40 years later, disaster aftermath tough for survivors, victim families

78 perished when tanker, ferry collided

Kenneth Songy was driving to work when he heard news of the SS Frosta colliding with the George Prince ferry in Luling, but wasn’t concerned because he thought his son had crossed the Mississippi River earlier.

A half hour later, his wife called him at work and it turned out he was wrong.

Songy still remembers his son, Richard Mark Songy, for having fun, being very bright and loving life.In the many years since the disaster, the anniversary of his son’s death “hits a sore spot every year,” he said. “He’s really missed.”

Now at age 89, Songy just wishes he wouldn’t have to think about the loss anymore, even on the 40th anniversary of the Luling Ferry Disaster.

It was Oct. 20, 1976 at 6 a.m. when Frosta, a 22,000-ton Norwegian tanker, and the 50-year-old ferry collided head-on, leading to the death of 78 aboard the George Prince. Some 16 people are said to have survived the disaster.

One of them was Charles Chatalain, who was living in River Ridge and used the ferry to get to work at Texaco in Paradis in the morning for 12 years. To go home, he used the Huey P. Long Bridge.

On the morning of the disaster, it was cold and the passengers had huddled in the passenger room of the ferry.

“Mostly I recall catching the 6 A.M. ferry and they brought me right in front of the passenger room,” Chatalain said. “I could hear horns blowing, but I couldn’t see anything from where the cars were parked. “The last thing I saw was the ferry running over the people that had walked onto the ferry. It happened so fast. I saw the ship. By the time I reached for the door, I was under the water.”

Chatalain and his truck plunged into the water. The windows were up, but he was too afraid to open the door although he somehow kicked out the windshield and it shot him out of the truck.

“When I was out in the river, I couldn’t see anything,” he said. “Things were bumping into me. I could feel drums from the ferry with oil or whatever. I started swallowing the water. I had gone down pretty deep I guess. I couldn’t hold my breath anymore.  I was blowing out and sipping, I could feel diesel and river water going down my throat. I finally came up, downstream from New Orleans. I had to swim back a block or so and climbed back on top the ferry and I threw up. I had swallowed all that nasty stuff.”

Chatalain said the other ferry shined a light on him and announced it was coming to get him. He was taken to the Luling hospital and later to East Jefferson General Hospital.

“I felt bad for all those people that got killed,” he said. “I was just plain lucky not to have been killed. I got as close to being killed without being killed that day.”

The ferry had just left the Destrehan dock and was easing across the river toward Luling when it collided with the tanker and went into history as the worst ferry disaster in the nation.

Songy said it seems like the disaster occurred just a few years ago.

“I went home and we found out he was on it,” he said. “We went to spend the time with his wife and three-month-old son until they started bringing the bodies up from the ferry,” he said. “My son was one of the first ones they brought up from inside the cabin of the ferry.”

His son had a large bruise on his forehead, suggesting he hit his head in the collision.

“He probably didn’t know what was going on,” Songy said.

For this father, it’s been the bright moments about his son, one of seven children, that rises above the sadness of the loss.

“He just got along with everybody. He was very good at automobile mechanics,” he said. “He loved hunting and fishing. He’d spend his nights working on cards and a lot of times I’d have to go get him and tell him to go bed.”

The disaster prompted a change in maritime law giving large ships right of way on the river and required all vessel employees undergo random drug and alcohol testing.

Seven years after the disaster, construction of Hale Boggs Memorial Bridge ended the need for a ferry.

But the memory of its time on the river and disaster lives on in filmmaker Royd Anderson’s documentary that features Kenneth and Iris Songy among the victim’s family members, as well as survivors. Anderson’s documentary served as his 2006 master’s thesis project at UL-Lafayette, which stirred community interest in erecting a memorial.

By 2009, it was erected at the East Bank Bridge Park in Destrehan and bears the names of those lost in the disaster.

“I made the film because I wanted to learn more about the disaster,” Anderson said. “It seemed to have been forgotten about for several decades and I was a toddler when the tragedy occurred.”

For more information or to get copy of the documentary, contact Royd Anderson at rcand@loyno.edu. Anderson said his documentary includes behind the scenes footage about the memorial and highlights from the memorial ceremony, as well as an interview with commercial diver Fred Hurt, who located the exact spot where the crash occurred.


▶ PROBLEM DETAILS: Scan the records that follow, and whenever a line has the word "DAKOTA", copy it.

▶ Figure collection entries:
-- Opening Marker --

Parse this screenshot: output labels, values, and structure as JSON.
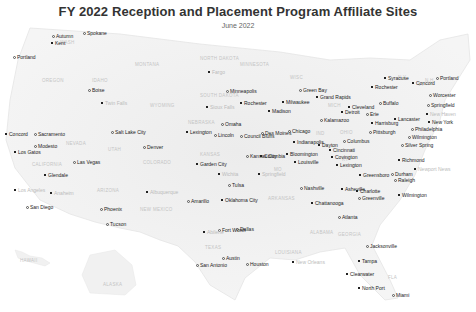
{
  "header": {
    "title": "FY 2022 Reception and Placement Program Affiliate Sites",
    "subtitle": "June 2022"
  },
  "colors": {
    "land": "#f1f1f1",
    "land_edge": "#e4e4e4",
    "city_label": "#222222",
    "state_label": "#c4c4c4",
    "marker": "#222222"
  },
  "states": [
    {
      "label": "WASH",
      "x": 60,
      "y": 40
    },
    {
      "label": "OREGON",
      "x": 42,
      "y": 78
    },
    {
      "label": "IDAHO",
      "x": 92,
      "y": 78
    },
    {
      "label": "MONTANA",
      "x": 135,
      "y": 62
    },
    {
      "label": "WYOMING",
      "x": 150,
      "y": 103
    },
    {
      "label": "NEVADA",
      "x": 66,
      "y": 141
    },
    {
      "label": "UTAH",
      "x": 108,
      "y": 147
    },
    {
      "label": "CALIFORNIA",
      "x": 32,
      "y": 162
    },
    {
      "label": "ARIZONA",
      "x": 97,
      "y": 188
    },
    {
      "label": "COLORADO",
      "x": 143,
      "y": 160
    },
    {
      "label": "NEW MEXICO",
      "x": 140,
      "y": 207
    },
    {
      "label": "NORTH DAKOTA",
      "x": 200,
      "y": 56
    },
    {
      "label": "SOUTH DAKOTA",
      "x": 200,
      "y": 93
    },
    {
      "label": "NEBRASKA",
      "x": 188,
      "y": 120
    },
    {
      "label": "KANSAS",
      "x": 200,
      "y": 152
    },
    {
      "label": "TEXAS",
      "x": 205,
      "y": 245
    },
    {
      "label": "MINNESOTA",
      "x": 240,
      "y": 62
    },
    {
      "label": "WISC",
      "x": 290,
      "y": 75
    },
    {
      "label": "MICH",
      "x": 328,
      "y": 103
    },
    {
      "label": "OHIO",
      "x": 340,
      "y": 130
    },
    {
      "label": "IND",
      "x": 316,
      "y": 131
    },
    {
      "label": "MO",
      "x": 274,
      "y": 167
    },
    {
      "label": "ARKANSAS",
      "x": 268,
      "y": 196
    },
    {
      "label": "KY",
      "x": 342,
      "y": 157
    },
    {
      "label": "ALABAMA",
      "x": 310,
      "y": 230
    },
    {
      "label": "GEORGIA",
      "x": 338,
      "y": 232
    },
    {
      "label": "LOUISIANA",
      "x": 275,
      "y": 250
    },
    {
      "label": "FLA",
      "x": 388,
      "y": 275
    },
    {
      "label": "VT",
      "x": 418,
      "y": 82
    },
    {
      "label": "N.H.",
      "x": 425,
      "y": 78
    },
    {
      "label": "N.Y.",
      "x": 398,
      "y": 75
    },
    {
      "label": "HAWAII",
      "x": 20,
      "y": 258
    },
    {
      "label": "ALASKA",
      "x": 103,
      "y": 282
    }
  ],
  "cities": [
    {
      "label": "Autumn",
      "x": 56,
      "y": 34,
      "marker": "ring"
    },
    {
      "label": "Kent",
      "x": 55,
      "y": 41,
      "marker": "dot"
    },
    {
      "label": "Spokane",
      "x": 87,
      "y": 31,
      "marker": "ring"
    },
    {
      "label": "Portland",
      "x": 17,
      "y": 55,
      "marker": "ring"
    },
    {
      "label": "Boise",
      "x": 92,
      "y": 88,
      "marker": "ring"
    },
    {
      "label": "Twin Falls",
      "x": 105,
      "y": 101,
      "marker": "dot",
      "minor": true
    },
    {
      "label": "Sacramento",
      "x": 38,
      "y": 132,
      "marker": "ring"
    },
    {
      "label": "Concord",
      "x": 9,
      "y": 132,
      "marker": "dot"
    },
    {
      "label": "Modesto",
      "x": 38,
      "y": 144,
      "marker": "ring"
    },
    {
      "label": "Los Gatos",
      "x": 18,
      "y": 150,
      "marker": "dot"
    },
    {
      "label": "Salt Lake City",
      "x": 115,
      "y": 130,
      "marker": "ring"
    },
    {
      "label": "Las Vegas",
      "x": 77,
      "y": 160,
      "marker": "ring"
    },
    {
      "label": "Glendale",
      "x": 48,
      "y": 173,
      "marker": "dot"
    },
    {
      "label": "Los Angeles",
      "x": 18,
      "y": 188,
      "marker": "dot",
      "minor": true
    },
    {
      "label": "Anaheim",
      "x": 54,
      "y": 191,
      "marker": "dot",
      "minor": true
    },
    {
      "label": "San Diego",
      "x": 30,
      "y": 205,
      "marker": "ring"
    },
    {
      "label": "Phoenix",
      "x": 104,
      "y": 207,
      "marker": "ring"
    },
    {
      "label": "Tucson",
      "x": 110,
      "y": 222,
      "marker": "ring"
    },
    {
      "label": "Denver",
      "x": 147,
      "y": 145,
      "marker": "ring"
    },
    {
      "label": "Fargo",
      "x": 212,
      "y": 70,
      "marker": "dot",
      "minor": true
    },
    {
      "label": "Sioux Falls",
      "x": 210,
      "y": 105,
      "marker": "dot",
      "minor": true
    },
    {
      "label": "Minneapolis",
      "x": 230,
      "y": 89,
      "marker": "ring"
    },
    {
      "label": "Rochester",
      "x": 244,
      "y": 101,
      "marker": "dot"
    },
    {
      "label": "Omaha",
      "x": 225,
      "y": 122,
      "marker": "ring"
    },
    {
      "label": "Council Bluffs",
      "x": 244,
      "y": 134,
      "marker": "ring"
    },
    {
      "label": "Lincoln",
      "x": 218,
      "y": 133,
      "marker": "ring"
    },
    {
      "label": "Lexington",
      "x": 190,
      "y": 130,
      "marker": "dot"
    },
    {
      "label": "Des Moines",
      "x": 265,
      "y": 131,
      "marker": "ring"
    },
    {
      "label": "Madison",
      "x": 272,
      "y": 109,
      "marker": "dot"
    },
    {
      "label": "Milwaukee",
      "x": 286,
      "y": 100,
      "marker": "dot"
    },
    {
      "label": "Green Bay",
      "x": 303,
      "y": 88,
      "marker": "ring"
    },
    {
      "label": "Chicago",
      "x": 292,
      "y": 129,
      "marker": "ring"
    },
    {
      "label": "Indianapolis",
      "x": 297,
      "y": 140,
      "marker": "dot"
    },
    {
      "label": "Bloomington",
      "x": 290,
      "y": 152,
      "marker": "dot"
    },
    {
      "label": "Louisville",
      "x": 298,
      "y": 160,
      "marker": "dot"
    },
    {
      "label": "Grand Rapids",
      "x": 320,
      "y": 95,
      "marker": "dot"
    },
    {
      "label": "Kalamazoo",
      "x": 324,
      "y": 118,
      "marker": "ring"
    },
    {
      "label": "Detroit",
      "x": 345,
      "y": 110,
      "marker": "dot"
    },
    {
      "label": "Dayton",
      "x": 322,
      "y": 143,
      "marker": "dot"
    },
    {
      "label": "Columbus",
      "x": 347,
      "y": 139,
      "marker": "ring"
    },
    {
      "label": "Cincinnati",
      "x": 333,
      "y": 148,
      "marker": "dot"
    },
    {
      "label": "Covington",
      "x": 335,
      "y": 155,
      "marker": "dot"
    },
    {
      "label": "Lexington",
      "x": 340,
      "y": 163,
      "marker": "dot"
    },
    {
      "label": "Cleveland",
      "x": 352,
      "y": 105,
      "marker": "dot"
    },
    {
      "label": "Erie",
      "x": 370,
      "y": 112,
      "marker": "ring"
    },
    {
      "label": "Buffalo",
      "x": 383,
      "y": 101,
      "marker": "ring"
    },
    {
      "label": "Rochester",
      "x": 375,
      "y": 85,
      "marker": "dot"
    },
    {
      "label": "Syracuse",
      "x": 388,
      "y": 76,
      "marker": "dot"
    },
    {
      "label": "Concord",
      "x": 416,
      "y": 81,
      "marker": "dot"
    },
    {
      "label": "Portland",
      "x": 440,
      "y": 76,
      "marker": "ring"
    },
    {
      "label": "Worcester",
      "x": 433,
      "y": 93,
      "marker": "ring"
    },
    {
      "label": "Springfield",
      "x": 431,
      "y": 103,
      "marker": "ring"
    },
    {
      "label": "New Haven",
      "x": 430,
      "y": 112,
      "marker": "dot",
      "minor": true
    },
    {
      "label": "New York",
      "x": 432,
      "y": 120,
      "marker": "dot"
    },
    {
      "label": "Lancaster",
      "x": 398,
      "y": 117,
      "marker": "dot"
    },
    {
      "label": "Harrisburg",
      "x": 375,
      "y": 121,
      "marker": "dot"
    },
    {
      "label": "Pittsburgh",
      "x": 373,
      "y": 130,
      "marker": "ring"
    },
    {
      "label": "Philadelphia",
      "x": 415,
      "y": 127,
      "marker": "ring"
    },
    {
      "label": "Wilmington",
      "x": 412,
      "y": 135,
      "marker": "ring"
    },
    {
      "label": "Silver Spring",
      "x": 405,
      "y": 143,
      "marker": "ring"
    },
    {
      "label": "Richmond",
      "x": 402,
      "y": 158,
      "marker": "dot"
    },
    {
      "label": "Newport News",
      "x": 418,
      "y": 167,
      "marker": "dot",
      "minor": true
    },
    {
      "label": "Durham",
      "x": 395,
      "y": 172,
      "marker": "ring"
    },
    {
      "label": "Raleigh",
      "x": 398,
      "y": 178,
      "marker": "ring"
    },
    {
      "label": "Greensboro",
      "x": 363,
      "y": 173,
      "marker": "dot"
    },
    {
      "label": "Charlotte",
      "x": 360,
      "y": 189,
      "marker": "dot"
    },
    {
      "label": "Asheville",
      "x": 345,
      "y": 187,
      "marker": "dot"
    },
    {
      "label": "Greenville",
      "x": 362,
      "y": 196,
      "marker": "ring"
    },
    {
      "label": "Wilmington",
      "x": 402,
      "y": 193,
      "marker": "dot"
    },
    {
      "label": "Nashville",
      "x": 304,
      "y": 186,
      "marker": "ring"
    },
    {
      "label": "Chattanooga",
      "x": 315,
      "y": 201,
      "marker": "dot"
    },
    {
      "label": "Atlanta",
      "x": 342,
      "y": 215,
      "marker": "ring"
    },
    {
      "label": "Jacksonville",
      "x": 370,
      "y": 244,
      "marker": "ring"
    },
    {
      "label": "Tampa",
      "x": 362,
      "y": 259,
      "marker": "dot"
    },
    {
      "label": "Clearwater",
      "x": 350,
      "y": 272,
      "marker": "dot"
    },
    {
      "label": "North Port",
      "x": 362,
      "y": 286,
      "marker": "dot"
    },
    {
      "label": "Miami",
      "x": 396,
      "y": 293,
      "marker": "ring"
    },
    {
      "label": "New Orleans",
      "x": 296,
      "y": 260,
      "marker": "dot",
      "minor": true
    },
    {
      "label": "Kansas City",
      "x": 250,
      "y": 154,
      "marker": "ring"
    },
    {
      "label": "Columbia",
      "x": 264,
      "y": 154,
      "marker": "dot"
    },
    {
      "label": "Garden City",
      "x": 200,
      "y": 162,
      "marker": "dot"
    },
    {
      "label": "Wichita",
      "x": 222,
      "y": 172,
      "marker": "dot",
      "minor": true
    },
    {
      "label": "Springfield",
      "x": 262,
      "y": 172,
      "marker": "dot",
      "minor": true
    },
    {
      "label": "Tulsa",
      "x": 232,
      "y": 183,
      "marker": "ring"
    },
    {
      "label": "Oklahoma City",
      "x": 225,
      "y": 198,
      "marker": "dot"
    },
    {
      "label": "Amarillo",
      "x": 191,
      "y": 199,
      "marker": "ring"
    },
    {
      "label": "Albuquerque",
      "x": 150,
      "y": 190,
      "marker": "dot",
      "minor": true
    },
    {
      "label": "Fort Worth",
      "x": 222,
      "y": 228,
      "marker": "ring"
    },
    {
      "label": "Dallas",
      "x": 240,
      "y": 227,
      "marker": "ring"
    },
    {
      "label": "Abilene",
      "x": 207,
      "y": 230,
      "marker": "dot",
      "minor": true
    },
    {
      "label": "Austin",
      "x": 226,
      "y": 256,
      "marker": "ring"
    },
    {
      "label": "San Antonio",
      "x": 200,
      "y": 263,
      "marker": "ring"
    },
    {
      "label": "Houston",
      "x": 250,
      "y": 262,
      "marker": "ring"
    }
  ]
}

-- Closing Marker --

▶ PROBLEM SOLUTION:
      "label": "NORTH DAKOTA",
      "label": "SOUTH DAKOTA",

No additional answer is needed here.